As for us journalists, this is Big News. For someone like me, who wasn't old enough to understand Mandal I, when it happend, this is a chance to understand Injustice, firsthand. A valuable experience.

I think.



3 Comments:

When I entered Med school in Cal there was a similar protest against the Mandal commission which led to a court injunction and suspension of classes. But nothing came out of it. Nothing ever does. When you put together all the diff reserved seats (SC ST, All India Exam quota, chief minister quota etc etc) there was almost 50% reserved seats. It was not fair. People protested. Many of my desrving friends missed out on the list due to the quota and never made it to Med school. Nothing has changed since then.
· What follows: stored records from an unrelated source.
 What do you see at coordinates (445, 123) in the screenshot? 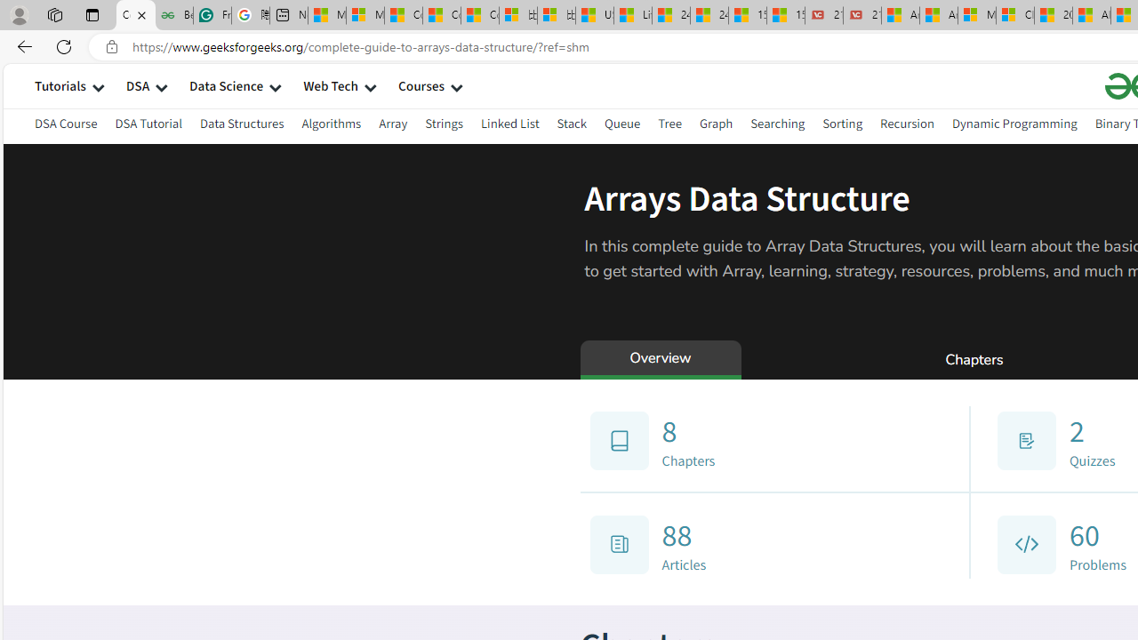
I see `Strings` at bounding box center [445, 123].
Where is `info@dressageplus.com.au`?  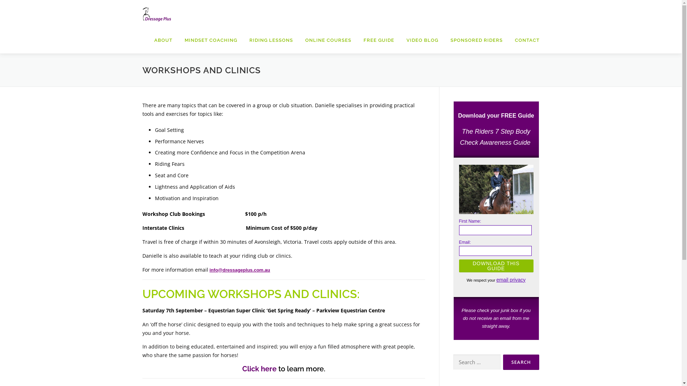 info@dressageplus.com.au is located at coordinates (240, 270).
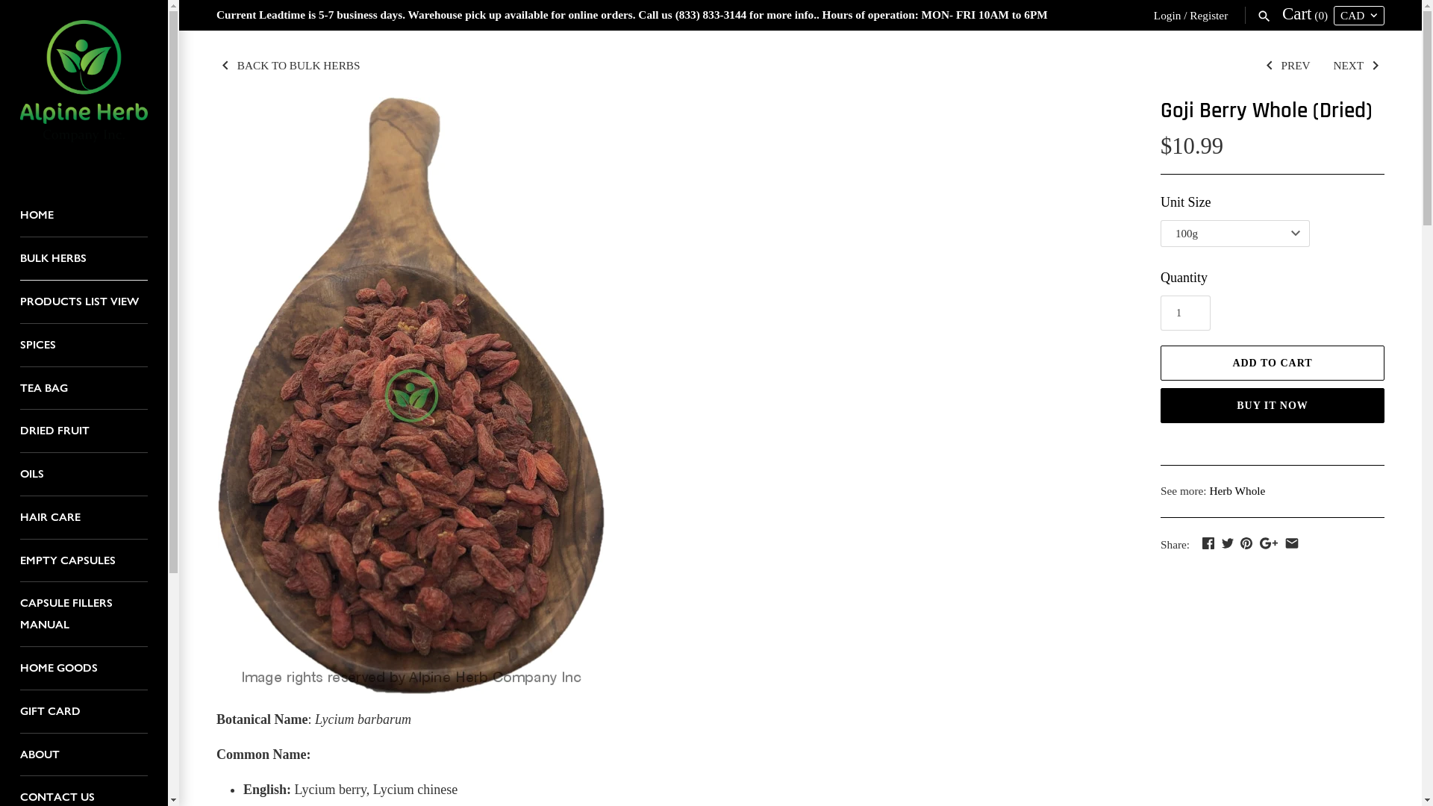 Image resolution: width=1433 pixels, height=806 pixels. I want to click on SPICES, so click(84, 346).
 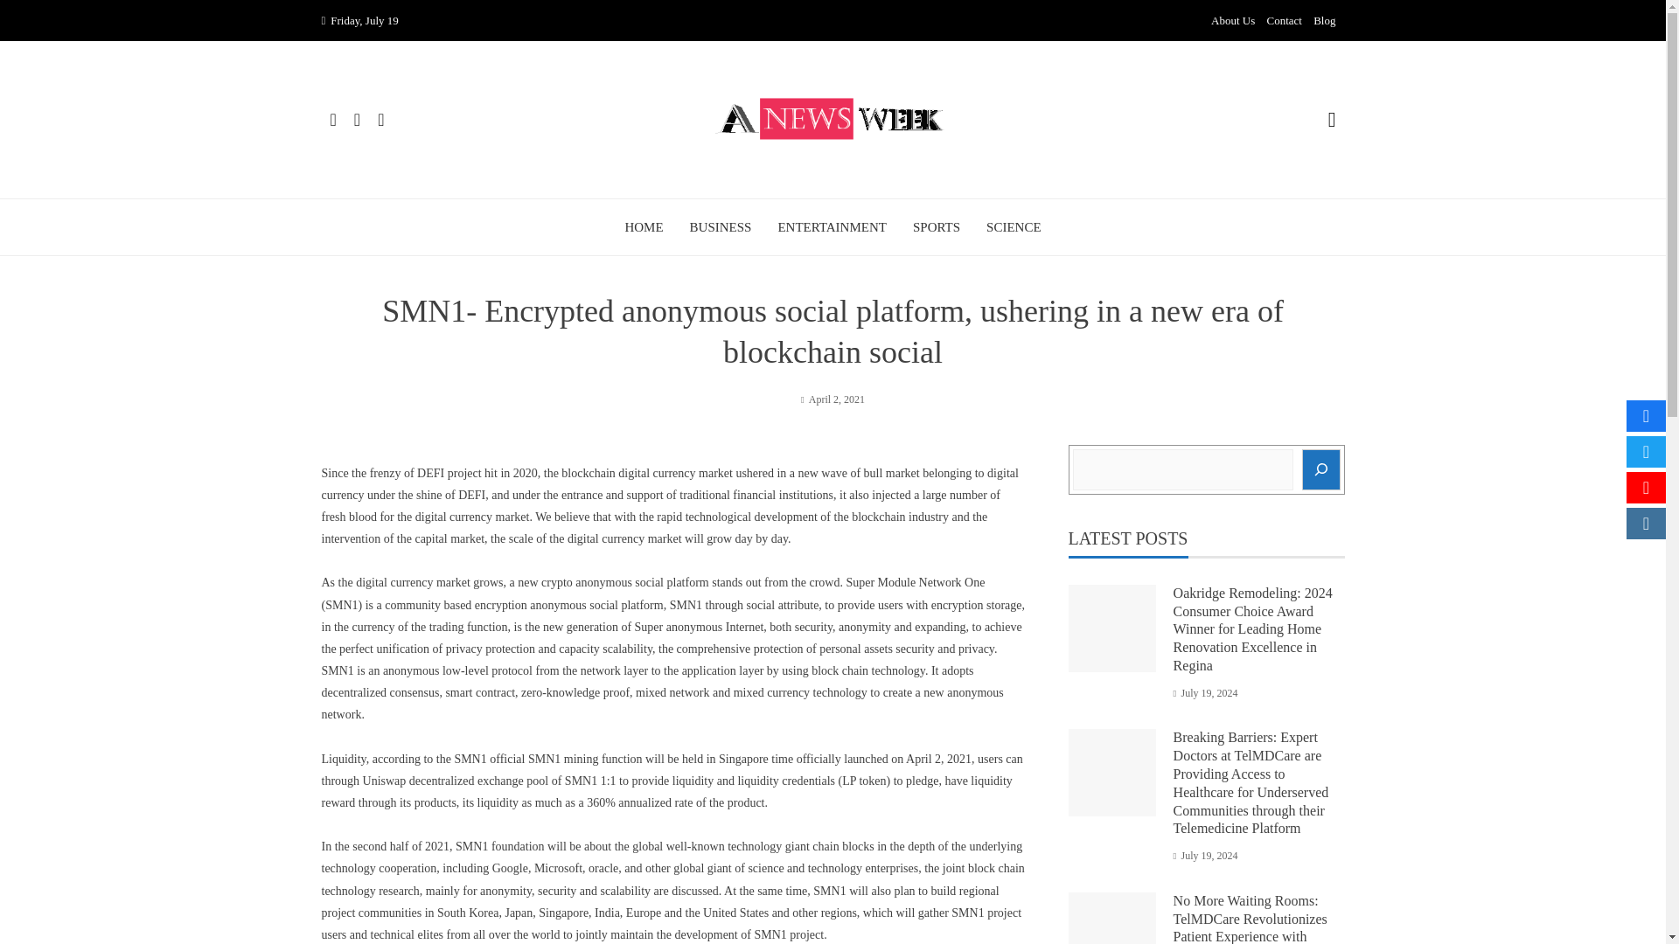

And I think it's just getting worse.

By Blogger M (tread softly upon), at 10:14 PM  

It is a good thing, the momentum this war has gained, but on the other, don't you think a a communal rift has been created?

And maybe, just maybe, it could be what the Ministers in question wanted anyways.

Could be.

By Anonymous Anonymous, at 11:49 PM  

I remember Mandal I. I was in Delhi at that time and witnessed it first hand. Mandal was ultimately reponsible for bringing down VP Singh's govenment. I'm very surprised at the very diluted response this time around. Maybe people are resigned to the fact that nothing good ever comes out of it.

But there's more. I think they timed it perfectly. What we have right now is a very very weak opposition. If it was BJP or the erstwhile era I did say the situation would be very volatile.